Lawmakers Consider Less Crack Cocaine Penalties

Published:

March 12) - Momentum is building in Congress  to ease crack cocaine sentencing guidelines, which the American Civil Liberties Union and other critics say have filled prisons with low-level drug dealers and addicts whose punishments were much worse than their crimes.

Federal prison sentences for possessing or selling crack have far exceeded those for powder cocaine for two decades. House Crime Subcommittee chairman Robert Scott, D-Va., a longtime critic of such sentencing policies, plans to hold hearings on crack sentences this year. In the Senate , Republican  Jeff Sessions of Alabama is drawing bipartisan support for his proposal to ease crack sentences.

"I believe that as a matter of law enforcement and good public policy that crack cocaine sentences are too heavy and can't be justified," Sessions says. "People don't want us to be soft on crime, but I think we ought to make the law more rational."

The mandatory federal sentencing guidelines passed by Congress in 1986 require a judge to impose the same sentence for possession of 5 grams of crack as for 500 grams of powder cocaine: five years in prison.

Congress passed the sentencing laws just after the fatal crack overdose of University of Maryland basketball star Len Bias on June 19, 1986, and as crack was emerging in urban areas, says Alfred Blumstein, a professor at Carnegie Mellon University in Pittsburgh who researches crime. Crack cocaine was associated with violent, open-air drug markets, he says.

"There was a lot of public concern about violence," Blumstein says.

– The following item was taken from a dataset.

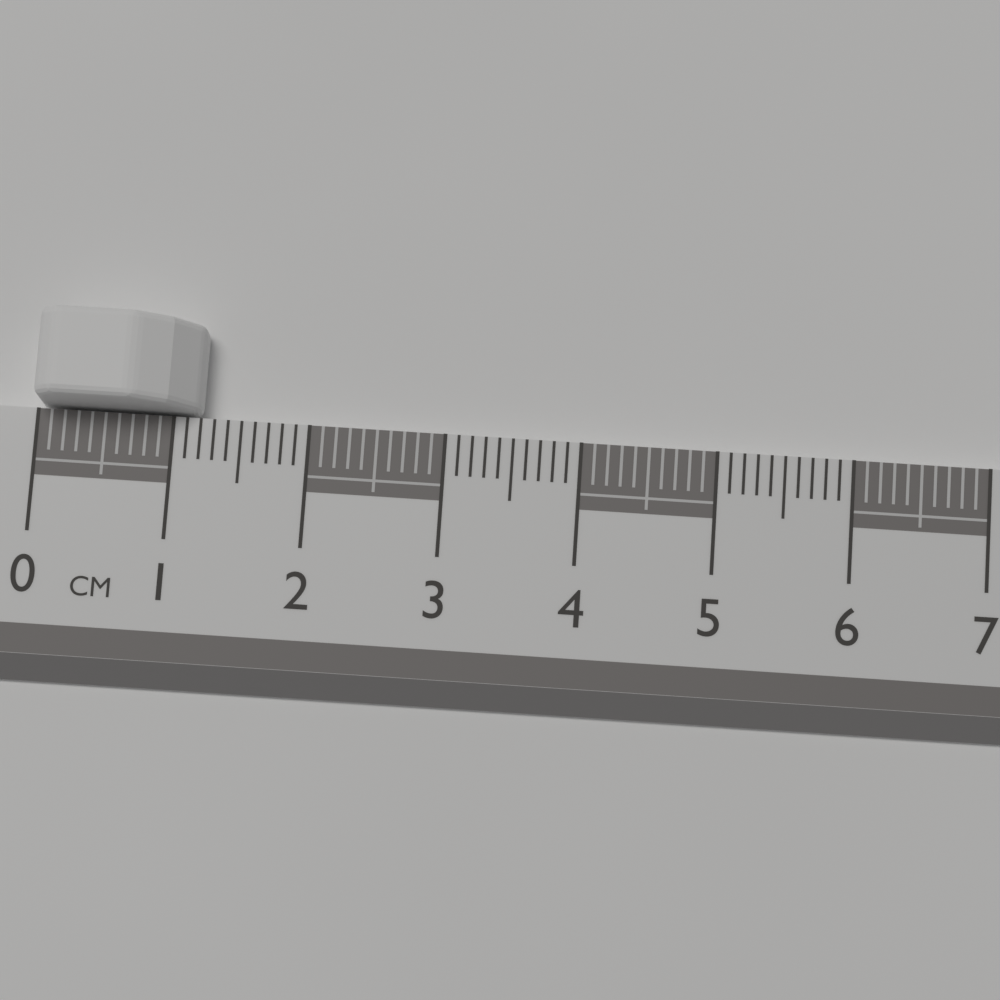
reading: 1.2 cm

Jesselyn McCurdy with the ACLU says much of the violence associated with crack stemmed from territorial disputes between dealers, not from those using the drug. She says the stricter sentences for crack have filled prisons with low-level, primarily African-American addicts rather than the major drug traffickers Congress sought to punish. An ACLU study in October 2006 found that 80% of crack defendants were black.

"People have seen how it plays out in racial disparities," McCurdy says. "The stumbling block on both sides of the aisle has been this issue around appearing to be soft on crime. But this is about equalizing an injustice."

Sessions' bill would lessen the sentencing disparity by increasing punishments for powder cocaine and decreasing them for crack. Crimes involving crack would still draw stiffer sentences, but the difference would not be as dramatic. The bill has drawn support from Democratic Sen. Ken Salazar, a former state attorney general from Colorado, Democratic Sen. Mark Pryor, a former state attorney general from Arkansas, and Republican Sen. John Cornyn, a former Texas Supreme Court  justice and attorney general.

In the House of Representatives , two bills calling for Congress to equalize the sentences for powder cocaine and crack were filed in January.

"We're going to address all the mandatory minimums," said Scott, chairman of the House Judiciary Committee's Subcommittee on Crime, Terrorism and Homeland Security. "The crack cocaine is probably the most egregious because of its draconian number of years for relatively small amounts."

Opposition to weaker sentences has come from police, prosecutors and law enforcement agencies such as the Justice Department and the Drug Enforcement Administration.

"We believe the current federal sentencing policy and guidelines for crack cocaine offenses are reasonable," Justice spokesman Dean Boyd says.

Higher penalties for crack offenses reflect its greater harm, he says, adding that crack traffickers are more likely to use weapons and have more significant criminal histories than powder cocaine dealers.

"Congress thought by having very harsh sentences, it would deter the spread of crack into the inner cities and around the country," Sessions says. "The truth is, it didn't stop it. It spread very rapidly. Now we need to ask ourselves, what is the right sentence for this bad drug. I think it's time to adjust. I think it's past time to do this."

Scientists say there is no pharmaceutical justification for having different sentencing rules for crack and powder cocaine.

The powder is cocaine hydrochloride salt, which can be snorted into the nose or dissolved in water and injected. Crack is cocaine mixed with water and ammonia or baking soda then heated to remove the hydrochloride. The resulting pure cocaine rock can be smoked.

"Once the cocaine is in your bloodstream, there's absolutely no difference between powder cocaine and crack cocaine," says Bruce Goldberger, director of toxicology at the University of Florida College of Medicine.

The quicker the drug enters the bloodstream, the more intense its effects, he said. Two of the quickest routes are smoking, which is done with crack, and injecting, which is done by dissolving the powder and shooting it into the bloodstream.